CBS’ S.W.A.T. will kick off its fourth season with a postponed — yet more relevant-than-ever — episode that flashes back to the 1992 Los Angeles riots, TVLine has confirmed.
As originally planned out over a year ago, this flashback episode would have closed out Season 3 on April 29, which was the 28th anniversary of the Los Angeles riots (which stemmed from the acquittal of four LAPD officers for usage of excessive force in the arrest and beating of Rodney King). Instead, the episode will now open Season 4, which will arrive later this fall (again airing Wednesdays at 10/9c).
As S.W.A.T. EP Shawn Ryan previously told TVLine, the flashback episode will “split time between present-day action and a teenage Hondo and his father during the L.A. riots,” while also picking up a dangling storyline thread from the “Diablo” episode that turned out to be the pandemic-shortened Season 3’s finale.
“We will get around to filming that episode,” Ryan asserted at the time, “because that’s a special one, to look back at the riots through the perspective of a teenage Hondo.” Speaking of….
Donald Dash and Rico E. Anderson
TVLine can confirm that said younger version of Shemar Moore’s character will be played in the Season 4 premiere by Donald Dash, whose previous TV credits include NBC’s Rise plus episodes of Blue Bloods, Bull and SVU.
Rico E. Anderson, meanwhile, will play a younger version of Obba Babatundé’s Daniel Harrelson, Sr. — just as he did in the May 2018 S.W.A.T. episode “Hoax.” (Anderson’s previous TV credits also include Quibi’s #FreeRayshawn and Apple TV+’s Truth Be Told.)
Of course, this flashback to the 1992 L.A. riots, delayed as it was, now carries an even heavier weight, given the civil unrest that was inflamed this summer by George Floyd’s death at the hands of Minneapolis police, the shooting of Jacob Blake in Kenosha, Wis., and a Louisville police officer’s indictment on three counts of wanton endangerment in connection with the fatal shooting of Breonna Taylor in March.
The S.W.A.T. EPs and writers announced in June, amid the George Floyd-related protests, their resolve to “do better” in exploring themes of race and policing in minority communities.
Especially given how the cop drama was designed to examine the intersection of Black communities and law enforcement through the eyes of Moore’s Daniel “Hondo” Harrelson, an African-American cop who has one foot firmly planted in each world, “we will continue to mine the truth about these issues in the writing of our upcoming season,” the writing staff said in a statement.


The problem. Copy the lines below that contain "connector".

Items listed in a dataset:

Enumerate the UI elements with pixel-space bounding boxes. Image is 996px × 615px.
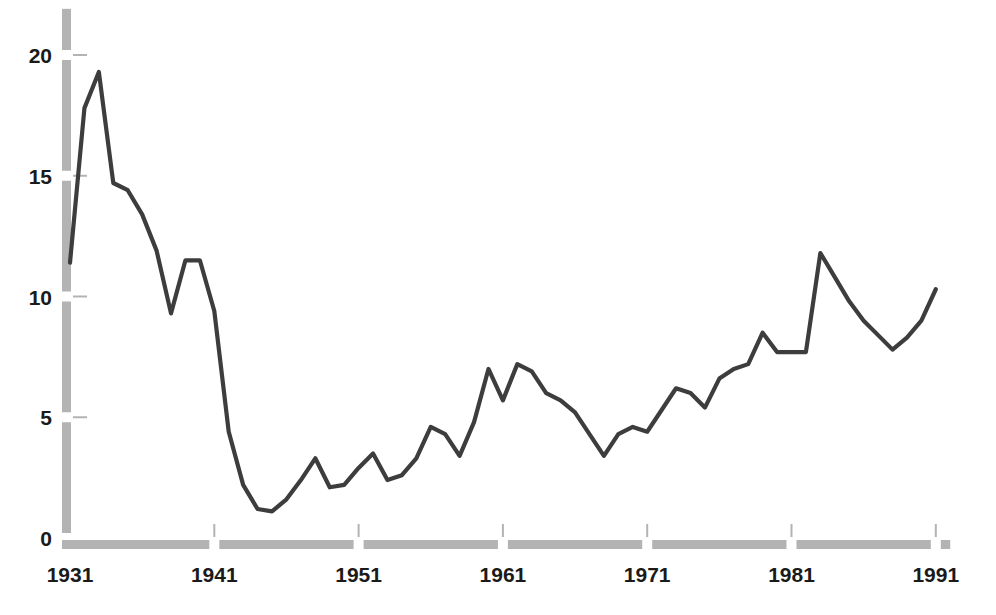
y-axis-band-segment	[62, 9, 71, 50]
x-axis-tick-label: 1931	[47, 563, 94, 586]
y-axis-band-segment	[62, 422, 71, 533]
y-axis-tick-label: 0	[40, 527, 52, 550]
x-axis-band-segment	[62, 540, 209, 549]
x-axis: 1931194119511961197119811991	[47, 524, 960, 586]
chart-container: 05101520 1931194119511961197119811991	[0, 0, 996, 615]
y-axis-band-segment	[62, 181, 71, 292]
y-axis-band-segment	[62, 302, 71, 413]
y-axis-band-segment	[62, 60, 71, 171]
y-axis-tick-label: 10	[29, 286, 52, 309]
x-axis-band-segment	[652, 540, 786, 549]
y-axis-tick-label: 5	[40, 406, 52, 429]
x-axis-tick-label: 1981	[768, 563, 815, 586]
x-axis-tick-label: 1961	[480, 563, 527, 586]
x-axis-tick-label: 1971	[624, 563, 671, 586]
y-axis-tick-label: 20	[29, 44, 52, 67]
x-axis-tick-label: 1941	[191, 563, 238, 586]
x-axis-band-segment	[797, 540, 931, 549]
x-axis-tick-label: 1951	[335, 563, 382, 586]
y-axis-tick-label: 15	[29, 165, 53, 188]
x-axis-band-segment	[508, 540, 642, 549]
plot-area	[70, 72, 936, 512]
x-axis-band-segment	[941, 540, 950, 549]
x-axis-tick-label: 1991	[912, 563, 959, 586]
y-axis: 05101520	[29, 9, 87, 550]
x-axis-band-segment	[219, 540, 353, 549]
data-series-line	[70, 72, 936, 512]
x-axis-band-segment	[364, 540, 498, 549]
line-chart: 05101520 1931194119511961197119811991	[0, 0, 996, 615]
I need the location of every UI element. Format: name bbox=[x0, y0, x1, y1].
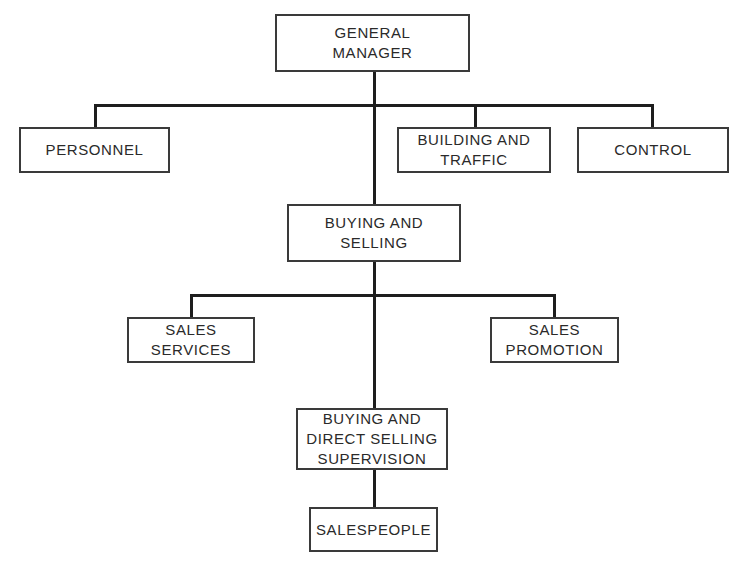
connector-level2-bar bbox=[190, 294, 556, 297]
node-general-manager: GENERAL MANAGER bbox=[275, 14, 470, 72]
connector-control bbox=[651, 104, 654, 128]
connector-salespeople bbox=[373, 468, 376, 508]
connector-personnel bbox=[94, 104, 97, 128]
connector-sales-promotion bbox=[553, 294, 556, 318]
connector-sales-services bbox=[190, 294, 193, 318]
node-control: CONTROL bbox=[577, 127, 729, 173]
node-building-and-traffic: BUILDING AND TRAFFIC bbox=[397, 127, 551, 173]
node-buying-and-selling: BUYING AND SELLING bbox=[287, 204, 461, 262]
connector-building-traffic bbox=[474, 104, 477, 128]
node-buying-direct-selling-supervision: BUYING AND DIRECT SELLING SUPERVISION bbox=[296, 408, 448, 470]
node-sales-promotion: SALES PROMOTION bbox=[490, 317, 619, 363]
node-salespeople: SALESPEOPLE bbox=[309, 507, 438, 552]
connector-level1-bar bbox=[94, 104, 654, 107]
node-sales-services: SALES SERVICES bbox=[127, 317, 255, 363]
node-personnel: PERSONNEL bbox=[19, 127, 170, 173]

Written answer.
connector-level2-bar bbox=[190, 294, 556, 297]
connector-control bbox=[651, 104, 654, 128]
connector-salespeople bbox=[373, 468, 376, 508]
connector-personnel bbox=[94, 104, 97, 128]
connector-sales-promotion bbox=[553, 294, 556, 318]
connector-sales-services bbox=[190, 294, 193, 318]
connector-building-traffic bbox=[474, 104, 477, 128]
connector-level1-bar bbox=[94, 104, 654, 107]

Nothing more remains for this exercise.